Bee hushed him with a look.
They crossed velvety rugs and gleaming parquet and finally arrived in an enormous sun porch with a long table at its center and modern, high-gloss chairs and lounges set all about. “The conservatory,” Reverend Emmett’s mother said grandly. She was a small, finicky woman in a matched sweater set and a string of pearls and a pair of chunky jeans that seemed incongruous, downright wrong, as if she’d forgotten to change into the bottom half of her outfit. “Let’s spread our picnic,” she said. “Emmett, did you bring the tablecloth?”

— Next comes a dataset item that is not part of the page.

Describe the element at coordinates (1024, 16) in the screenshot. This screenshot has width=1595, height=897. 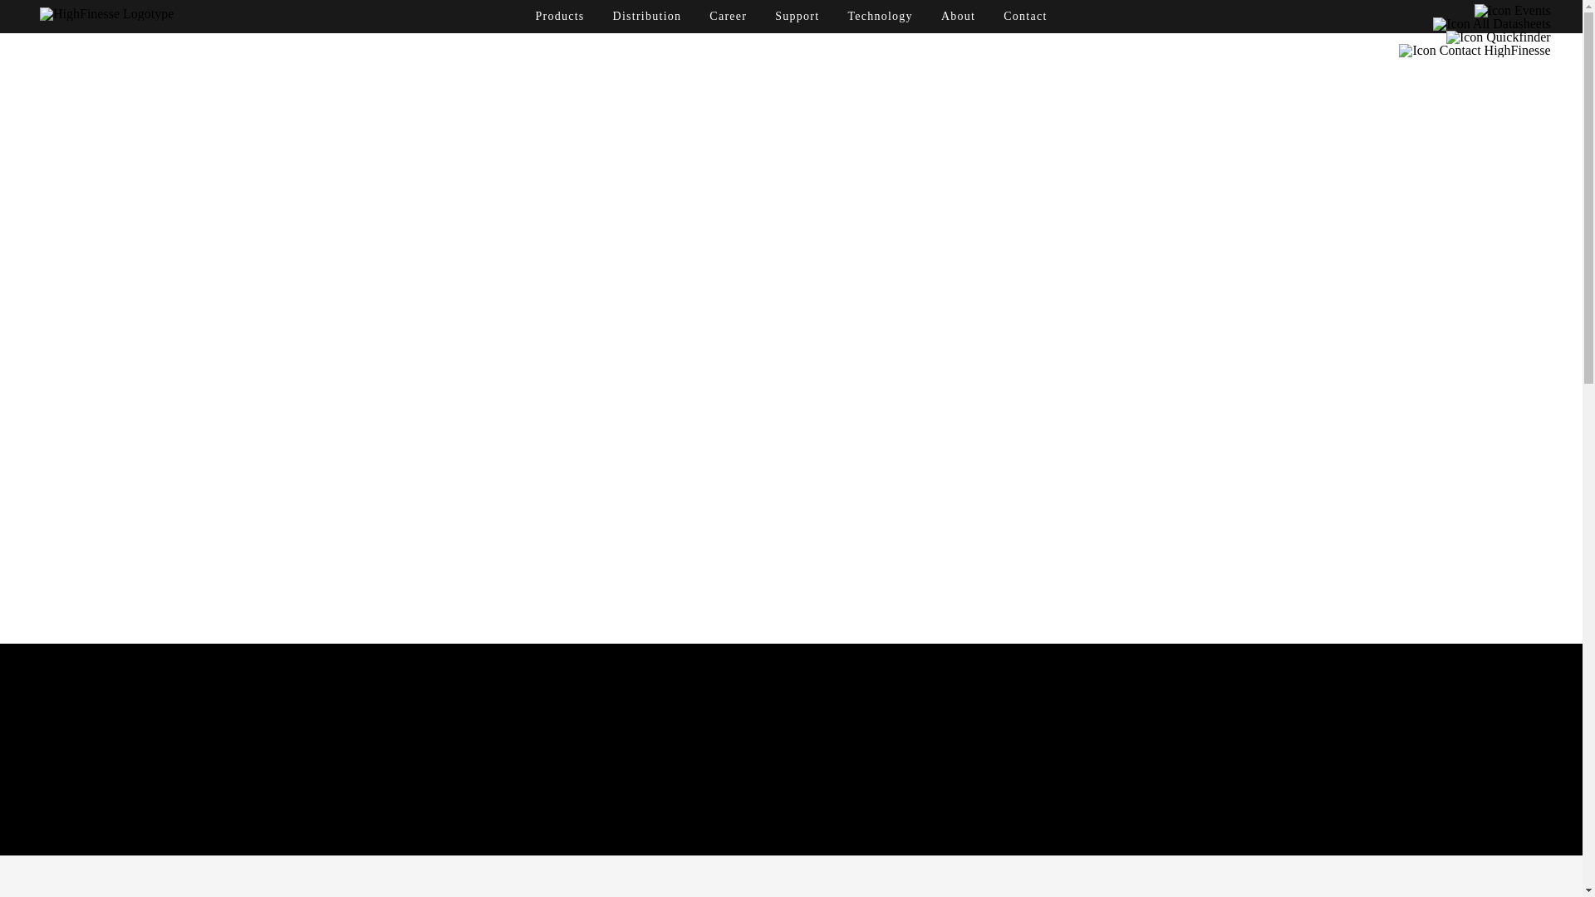
I see `Contact` at that location.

“I thought you were bringing that.”
“Well, never mind. Just put my potato salad here at this end.”
Reverend Emmett wore a sporty polo shirt, a tan windbreaker, and black dress trousers. (He and his mother belonged in Daphne’s block set, the one where you mismatch heads and legs and torsos.) He p
ut a covered bowl where she directed, and then the others laid out platters of fried chicken, tubs of coleslaw, and loaves of home-baked bread. The table—varnished so heavily that it seemed wet—gradually disappeared. Streaky squares of sunlight from at least a dozen windows warmed the room, and people started shedding their coats and jackets. “Dear Lord in heaven,” Reverend Emmett said (catching Doug with one arm half out of a sleeve), “the meal is a bountiful gift from Your hands and the company is more so. We thank You for this joyous celebration. Amen.”
It was true there was something joyous in the atmosphere. Everyone converged upon the food, clucking and exclaiming. The children turned wild. Even Agatha, ponderously casual in a ski sweater and stirrup pants, pushed a boy back with shy enthusiasm when he gave her a playful nudge at the punch bowl. The members steered the guests magnanimously toward the choice dishes; they took on a proprietary air as they pointed out particular features of the house. “Notice the leaded panes,” they said, as if they themselves were intimately familiar with them. The guests (most as suspicious as Doug and Bee, no doubt) showed signs of thawing. “Why, this is not bad,” one silver-haired man said—the father, Doug guessed, of the hippie-type girl at his elbow. Doug had hold of too much dinner now to shake hands, but he nodded at the man and said, “How do. Doug Bedloe.”
“Mac McClintock,” the man said. “You just visiting?”
“Right.”
“His son is Brother Ian,” the hippie told her father. “I just think Brother Ian is so faithful,” she said to Doug.
“Well … thanks.”
“My daughter Grade,” Mac said. “Have you met?”
“No, I don’t believe we have.”
“We’ve met!” Gracie said. “I’m the one who fetched your grandchildren from school every day when your wife was in the hospital.”
“Oh, yes,” Doug said. He didn’t have the faintest memory of it.
“I fetched the children for Brother Ian and then Brother Ian closed up the rat holes in my apartment.”